12 Sep 2012, 2.52 pm GMT

European commission clarifies oil index probe

London, 12 September (Argus) — The European Commission confirmed today that its probe into alleged anti-competitive practices in Russian state-controlled Gazprom's long-term agreements to supply gas to central and eastern Europe is not an attack on the principle of oil indexation itself, but rather on the firm's insistence on indexation in countries where it is the dominant supplier.

“We are not saying that oil indexation is illegal per se”, the spokesman for commission vice-president and competition commissioner Joaquin Almunia said. “But if a dominant company decided to maintain oil price indexation without reflecting the evolution of market fundamentals, such behaviour could possibly be abusive, for example if this leads to higher prices while demand for gas actually decreases”, he said.

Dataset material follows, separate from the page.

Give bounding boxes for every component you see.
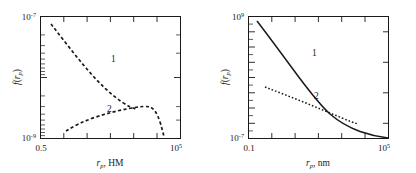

A day earlier, Almunia told the European Parliament that while market conditions in the past may have justified the use of oil indexation, the competition directorate's analysis was that the development of the spot gas market and the fundamental changes in the global market wrought by the surge in shale gas production meant that those justifications no longer held. Oil indexation “does not respond to the fundamentals of the market,” he said, “to the interplay between supply and demand that should exist in a market and that we want to exist in our internal market.”

But his spokesman's clarifications narrow Almunia's comments to the specific circumstances of the eight countries in which Gazprom's conduct is under scrutiny — countries in which the Russian firm “is the dominant supplier of upstream gas”, the spokesman noted.

That said, the directorate is taking into account the concessions that have been granted to western European importers in recent years. “Our analysis is that companies have tended to adjust their pricing practices to take into account the fact that, although historically linked, oil markets and gas markets have increasingly moved apart”, the spokesman said.

Gazprom has only ever been willing to link a small proportion of its exports to the wholesale gas markets, and in its most recent round of price negotiations, offered its western European customers a cut in the oil-linked base price, rather than any increase in gas-on-gas pricing. But in recent years, it has appeared to accept a faster price review cycle than the typical three-year interval with at least some of its customers.